Building the biggest eye on the sky
- Published
Plans for one of the world's largest (and most prosaically named) scientific instruments - the European Extremely Large Telescope, external - should take a major step forward today when the organisation overseeing its development meets to approve interim funding for the project.
The European Southern Observatory's Council will consider a package of measures, including approval for some elements of the telescope that could take years to construct and building an access road up the side of a mountain in Chile, this afternoon.
Speaking ahead of the meeting the ESO's Director General Tim de Zeeuw suggested the omens were good for both the interim package and final approval of the 1.1 billion euro project in 2012.

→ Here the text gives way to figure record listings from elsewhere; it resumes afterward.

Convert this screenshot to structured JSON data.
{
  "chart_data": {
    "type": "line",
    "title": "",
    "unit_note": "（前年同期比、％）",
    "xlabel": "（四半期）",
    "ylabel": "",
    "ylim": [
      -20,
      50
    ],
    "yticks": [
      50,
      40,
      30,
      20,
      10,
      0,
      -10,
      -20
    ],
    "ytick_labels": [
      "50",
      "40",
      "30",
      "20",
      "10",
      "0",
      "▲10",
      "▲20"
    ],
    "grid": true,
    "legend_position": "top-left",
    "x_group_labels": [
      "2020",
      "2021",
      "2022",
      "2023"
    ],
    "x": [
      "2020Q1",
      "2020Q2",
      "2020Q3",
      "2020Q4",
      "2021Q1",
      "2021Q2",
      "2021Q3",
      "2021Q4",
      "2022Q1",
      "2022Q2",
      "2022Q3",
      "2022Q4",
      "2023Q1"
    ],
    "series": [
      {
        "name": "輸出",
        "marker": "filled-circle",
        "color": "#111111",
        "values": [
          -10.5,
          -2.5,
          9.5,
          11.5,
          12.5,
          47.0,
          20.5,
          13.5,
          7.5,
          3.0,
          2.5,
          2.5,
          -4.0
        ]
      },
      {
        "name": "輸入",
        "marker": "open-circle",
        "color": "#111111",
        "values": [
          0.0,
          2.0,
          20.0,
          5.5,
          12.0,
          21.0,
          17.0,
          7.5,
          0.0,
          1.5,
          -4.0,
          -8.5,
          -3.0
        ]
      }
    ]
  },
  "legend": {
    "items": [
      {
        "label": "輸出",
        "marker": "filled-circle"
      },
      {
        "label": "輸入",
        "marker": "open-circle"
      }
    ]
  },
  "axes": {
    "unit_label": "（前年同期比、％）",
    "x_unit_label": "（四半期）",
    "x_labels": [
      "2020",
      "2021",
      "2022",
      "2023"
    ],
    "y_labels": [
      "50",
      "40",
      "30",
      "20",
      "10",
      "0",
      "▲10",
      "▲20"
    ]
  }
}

"We are getting close to the target where many of the member states will be able to say not only that they want to be part of this project but also that they have the money. I'm hopeful that the Council can take the final decision in the course of 2012 and unleash the full project".
It's a prospect that has the astronomical community in a state of high excitement. With a main mirror nearly 40 metres in diameter the E-ELT is five times bigger than anything in existence today. According to Dr Isobel Hook, who chairs the E-ELT science working group, the telescope will offer an unprecedented view of the cosmos.
"The main improvement with this telescope over anything that's gone before is its size. The huge area allows you to collect light from much fainter more distant objects, while the diameter is what gives you the superb resolution - the sharpness of the images".
Such extravagant claims about the game-changing potential of new scientific instruments are easily - and often - made, but the step change in the power of astronomical observation the E-ELT represents is of the same magnitude as the leap from the naked eye to the first telescopes used by Galileo and Thomas Harriot 400 years ago.
"Just think what we learnt from those first observations" says project scientist Roberto Gilmozzi, "seeing the stars in the Milky Way, seeing the craters on the moon, seeing the moons around Jupiter. It changed our whole view of the Universe."
If the E-ELT can achieve even a fraction of that game-changing potential it will be well worth the money.